Even for the rich and well-connected, however, travel was far from easy. Robb quotes from Mme de Genlis’s phrasebook for travellers of 1799 such gems as:
Your carriage is heavy and overloaded.
The horse is worthless. It is restive. It is skittish…. Please give me a different one.
What kind of road is it?
It is very sandy.
It is strewn with rocks.
It is full of mountains, forests and precipices.
One must avoid passing through forests at dusk or at night.
And even those who could pay would not necessarily eat well. Robb explains how the French tradition of fine dining has its roots not in tradition, but 19th-century development. Most people lived on a monotonous basic diet that could apparently barely sustain life, and stale bread was the staple. In the Alps bread was baked once a year or even less often, then hung in the sun to dry or smoked in the eaves. It was softened with buttermilk or whey - or for rich people, wine. Anything that could be eaten was: in the Alps marmots, in the Morvan red squirrel.
It barely sounds survivable as a staple diet - but Robb explains how it was, quoting from the memoirs of the socialist Proudhon, who while he described meals of roasted cornmeal, potatoes, and vegetable soup also “grazed” in the fields on poppy seeds, peas, rampion, salsify, cherries, grapes, rosehips, blackberries, and sloes. And there were in 1862 more than 3 million beehives in France, one for every 13 inhabitants.
One more huge, and now clearly almost forgotten aspect of provincial life that Robb outlines is who did the work. I thought of the Parisienne who told me “cutting wood isn’t women’s work” when reading of how “in the mid to late 29th-century, almost everywhere in France, … at least half the people working in the open air were women. In many parts women appeared to do the lion’s share of the work…. Some tasks, like fetching water, were considered exclusively female. Very little was considered exclusively male.” Often their men folk were away for long periods - working as pedlars, as fishermen, on the high pastures, so women were in charge. And often they stuck to their own lives - 19th-century census show that over a third of all women were single and 12% of women over 50 had never married.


Task:
Below are records; count how many of their lines contain the word "swatch" and give the number alone.
═══
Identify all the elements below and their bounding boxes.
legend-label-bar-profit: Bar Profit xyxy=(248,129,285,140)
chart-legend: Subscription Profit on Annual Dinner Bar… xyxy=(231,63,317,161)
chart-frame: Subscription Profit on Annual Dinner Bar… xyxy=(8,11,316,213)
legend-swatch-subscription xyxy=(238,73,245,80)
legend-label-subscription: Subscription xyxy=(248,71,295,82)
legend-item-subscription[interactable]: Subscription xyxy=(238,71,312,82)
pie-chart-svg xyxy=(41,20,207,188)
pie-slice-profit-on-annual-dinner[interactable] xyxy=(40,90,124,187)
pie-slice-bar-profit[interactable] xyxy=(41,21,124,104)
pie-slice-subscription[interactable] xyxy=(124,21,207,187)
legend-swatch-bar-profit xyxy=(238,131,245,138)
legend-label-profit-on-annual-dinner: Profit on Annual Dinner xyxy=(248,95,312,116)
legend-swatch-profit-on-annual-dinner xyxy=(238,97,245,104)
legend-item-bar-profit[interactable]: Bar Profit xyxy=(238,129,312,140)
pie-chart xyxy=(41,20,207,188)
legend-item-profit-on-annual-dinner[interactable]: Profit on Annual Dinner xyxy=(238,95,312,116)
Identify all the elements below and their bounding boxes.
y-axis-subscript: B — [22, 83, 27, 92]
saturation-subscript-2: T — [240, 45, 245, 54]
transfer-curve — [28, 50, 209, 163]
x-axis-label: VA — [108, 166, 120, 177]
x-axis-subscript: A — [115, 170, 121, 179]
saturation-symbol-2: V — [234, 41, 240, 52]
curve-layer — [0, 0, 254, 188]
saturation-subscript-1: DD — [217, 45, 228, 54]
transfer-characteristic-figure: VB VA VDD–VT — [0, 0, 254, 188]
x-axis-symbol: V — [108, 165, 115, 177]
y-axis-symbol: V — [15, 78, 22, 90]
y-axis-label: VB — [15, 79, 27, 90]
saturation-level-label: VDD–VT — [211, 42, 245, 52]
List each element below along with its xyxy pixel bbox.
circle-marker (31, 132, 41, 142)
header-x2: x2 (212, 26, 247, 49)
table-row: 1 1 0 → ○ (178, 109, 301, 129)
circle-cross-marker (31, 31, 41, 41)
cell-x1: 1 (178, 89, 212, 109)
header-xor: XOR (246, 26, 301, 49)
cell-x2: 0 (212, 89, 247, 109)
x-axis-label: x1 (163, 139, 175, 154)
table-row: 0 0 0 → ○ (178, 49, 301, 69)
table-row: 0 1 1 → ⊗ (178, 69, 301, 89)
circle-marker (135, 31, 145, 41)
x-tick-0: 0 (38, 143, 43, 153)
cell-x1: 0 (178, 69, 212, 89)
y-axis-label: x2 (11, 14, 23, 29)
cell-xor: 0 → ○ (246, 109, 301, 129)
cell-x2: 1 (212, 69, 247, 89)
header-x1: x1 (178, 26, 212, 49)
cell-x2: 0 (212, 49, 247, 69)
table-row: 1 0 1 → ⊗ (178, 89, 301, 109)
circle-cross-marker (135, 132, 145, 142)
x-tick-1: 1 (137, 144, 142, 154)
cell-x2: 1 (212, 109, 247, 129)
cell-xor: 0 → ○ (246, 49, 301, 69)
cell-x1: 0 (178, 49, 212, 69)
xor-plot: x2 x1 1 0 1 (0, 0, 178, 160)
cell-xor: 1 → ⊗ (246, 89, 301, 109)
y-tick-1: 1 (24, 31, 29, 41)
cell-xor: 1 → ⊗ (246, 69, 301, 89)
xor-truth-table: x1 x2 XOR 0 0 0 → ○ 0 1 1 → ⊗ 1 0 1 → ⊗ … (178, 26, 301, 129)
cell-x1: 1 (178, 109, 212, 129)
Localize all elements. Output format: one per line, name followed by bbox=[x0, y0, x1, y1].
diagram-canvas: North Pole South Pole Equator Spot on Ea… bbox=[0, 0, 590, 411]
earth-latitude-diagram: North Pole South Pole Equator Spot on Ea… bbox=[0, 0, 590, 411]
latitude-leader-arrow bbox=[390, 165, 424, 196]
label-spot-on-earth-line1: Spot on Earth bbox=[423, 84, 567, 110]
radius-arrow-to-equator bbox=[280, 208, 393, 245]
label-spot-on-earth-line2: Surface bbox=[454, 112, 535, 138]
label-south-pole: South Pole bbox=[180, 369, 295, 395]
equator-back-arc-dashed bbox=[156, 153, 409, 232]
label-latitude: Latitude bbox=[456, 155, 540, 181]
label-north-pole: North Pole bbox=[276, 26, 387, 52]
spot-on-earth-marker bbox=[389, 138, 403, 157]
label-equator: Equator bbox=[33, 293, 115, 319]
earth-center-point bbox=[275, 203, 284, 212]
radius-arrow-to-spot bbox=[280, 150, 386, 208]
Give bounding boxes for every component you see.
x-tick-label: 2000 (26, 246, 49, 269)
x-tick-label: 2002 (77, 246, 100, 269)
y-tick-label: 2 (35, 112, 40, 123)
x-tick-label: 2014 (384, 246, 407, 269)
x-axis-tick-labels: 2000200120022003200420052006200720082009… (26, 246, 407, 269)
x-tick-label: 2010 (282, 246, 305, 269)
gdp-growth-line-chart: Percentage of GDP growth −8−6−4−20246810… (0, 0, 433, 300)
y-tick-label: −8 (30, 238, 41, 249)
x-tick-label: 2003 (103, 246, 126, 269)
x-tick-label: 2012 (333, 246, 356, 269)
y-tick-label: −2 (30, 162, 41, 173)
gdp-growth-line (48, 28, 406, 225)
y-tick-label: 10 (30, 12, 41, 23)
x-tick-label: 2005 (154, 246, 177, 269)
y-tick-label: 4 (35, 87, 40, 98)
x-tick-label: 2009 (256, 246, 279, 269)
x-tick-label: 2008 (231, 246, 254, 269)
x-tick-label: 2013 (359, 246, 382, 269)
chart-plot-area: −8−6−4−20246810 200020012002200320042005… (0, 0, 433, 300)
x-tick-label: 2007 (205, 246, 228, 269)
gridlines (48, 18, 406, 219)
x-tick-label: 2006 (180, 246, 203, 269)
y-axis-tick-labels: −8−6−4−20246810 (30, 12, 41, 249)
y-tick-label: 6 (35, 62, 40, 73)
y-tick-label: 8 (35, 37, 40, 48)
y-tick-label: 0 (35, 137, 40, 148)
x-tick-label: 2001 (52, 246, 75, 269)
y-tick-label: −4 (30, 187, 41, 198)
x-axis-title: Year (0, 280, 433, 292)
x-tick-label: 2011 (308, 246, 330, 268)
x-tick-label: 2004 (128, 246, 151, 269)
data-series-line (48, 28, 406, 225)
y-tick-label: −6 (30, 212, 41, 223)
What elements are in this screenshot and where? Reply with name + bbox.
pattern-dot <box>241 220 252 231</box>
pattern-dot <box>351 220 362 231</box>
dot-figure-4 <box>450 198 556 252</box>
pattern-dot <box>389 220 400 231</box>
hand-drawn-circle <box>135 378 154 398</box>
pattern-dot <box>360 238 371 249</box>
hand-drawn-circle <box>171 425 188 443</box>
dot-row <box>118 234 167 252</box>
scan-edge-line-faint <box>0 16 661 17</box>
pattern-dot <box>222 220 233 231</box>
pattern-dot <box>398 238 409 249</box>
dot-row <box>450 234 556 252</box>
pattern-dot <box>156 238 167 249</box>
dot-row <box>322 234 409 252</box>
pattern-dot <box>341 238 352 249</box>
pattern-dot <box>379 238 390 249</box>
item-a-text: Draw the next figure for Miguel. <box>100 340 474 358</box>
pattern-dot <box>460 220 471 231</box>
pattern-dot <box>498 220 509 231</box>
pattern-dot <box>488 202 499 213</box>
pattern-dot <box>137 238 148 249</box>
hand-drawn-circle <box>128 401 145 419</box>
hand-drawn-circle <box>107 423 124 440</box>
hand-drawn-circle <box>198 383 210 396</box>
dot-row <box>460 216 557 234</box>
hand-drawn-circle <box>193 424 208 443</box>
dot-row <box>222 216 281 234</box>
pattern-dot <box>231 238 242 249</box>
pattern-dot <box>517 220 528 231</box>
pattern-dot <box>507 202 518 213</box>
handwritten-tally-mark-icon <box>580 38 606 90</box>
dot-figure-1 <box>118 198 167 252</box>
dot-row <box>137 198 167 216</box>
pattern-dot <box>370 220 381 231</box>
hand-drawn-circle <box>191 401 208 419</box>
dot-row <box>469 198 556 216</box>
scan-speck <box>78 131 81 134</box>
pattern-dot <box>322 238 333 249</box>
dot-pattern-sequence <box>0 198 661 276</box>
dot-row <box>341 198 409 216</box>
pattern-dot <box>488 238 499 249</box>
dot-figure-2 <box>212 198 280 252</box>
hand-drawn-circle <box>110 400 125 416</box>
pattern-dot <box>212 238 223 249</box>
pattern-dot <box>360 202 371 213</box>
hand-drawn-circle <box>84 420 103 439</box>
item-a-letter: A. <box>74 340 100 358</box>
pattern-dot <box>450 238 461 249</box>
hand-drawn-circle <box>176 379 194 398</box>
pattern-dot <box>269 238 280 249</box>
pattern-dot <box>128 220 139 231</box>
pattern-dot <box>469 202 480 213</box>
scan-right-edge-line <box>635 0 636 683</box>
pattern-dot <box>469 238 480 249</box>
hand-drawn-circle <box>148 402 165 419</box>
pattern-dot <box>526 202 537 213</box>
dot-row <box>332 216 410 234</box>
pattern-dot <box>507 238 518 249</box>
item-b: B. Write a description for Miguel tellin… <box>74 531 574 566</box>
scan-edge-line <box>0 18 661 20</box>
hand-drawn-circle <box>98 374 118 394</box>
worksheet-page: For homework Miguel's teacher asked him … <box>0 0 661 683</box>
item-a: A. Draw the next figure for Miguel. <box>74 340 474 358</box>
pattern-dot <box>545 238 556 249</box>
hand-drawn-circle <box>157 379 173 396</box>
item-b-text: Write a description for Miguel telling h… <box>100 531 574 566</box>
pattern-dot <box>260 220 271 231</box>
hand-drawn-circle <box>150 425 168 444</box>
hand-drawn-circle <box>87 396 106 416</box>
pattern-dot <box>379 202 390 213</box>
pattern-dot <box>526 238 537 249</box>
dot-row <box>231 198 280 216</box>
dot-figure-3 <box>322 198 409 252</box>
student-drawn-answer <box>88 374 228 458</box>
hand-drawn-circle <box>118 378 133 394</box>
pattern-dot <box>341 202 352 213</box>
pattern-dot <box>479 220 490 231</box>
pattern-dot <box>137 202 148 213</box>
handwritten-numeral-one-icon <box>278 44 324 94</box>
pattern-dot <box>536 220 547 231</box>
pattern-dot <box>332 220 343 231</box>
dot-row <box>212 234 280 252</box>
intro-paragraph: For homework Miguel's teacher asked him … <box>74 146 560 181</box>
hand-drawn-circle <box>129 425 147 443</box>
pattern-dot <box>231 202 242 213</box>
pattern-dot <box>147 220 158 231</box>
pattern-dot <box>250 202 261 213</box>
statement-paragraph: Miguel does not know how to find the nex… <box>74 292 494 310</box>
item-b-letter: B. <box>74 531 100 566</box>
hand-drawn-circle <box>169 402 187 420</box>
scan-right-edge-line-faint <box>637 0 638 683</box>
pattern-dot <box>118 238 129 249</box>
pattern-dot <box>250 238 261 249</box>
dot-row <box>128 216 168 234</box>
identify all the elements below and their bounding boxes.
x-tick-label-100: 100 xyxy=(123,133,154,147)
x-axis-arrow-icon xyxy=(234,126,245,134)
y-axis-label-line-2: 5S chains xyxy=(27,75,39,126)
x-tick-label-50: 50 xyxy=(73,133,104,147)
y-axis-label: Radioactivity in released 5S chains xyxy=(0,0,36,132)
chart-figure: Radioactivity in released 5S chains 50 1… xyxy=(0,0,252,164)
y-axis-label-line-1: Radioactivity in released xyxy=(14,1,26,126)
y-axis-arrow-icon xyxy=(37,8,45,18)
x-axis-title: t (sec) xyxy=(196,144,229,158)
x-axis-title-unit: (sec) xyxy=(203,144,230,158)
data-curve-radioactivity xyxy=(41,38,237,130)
═══
Result:
3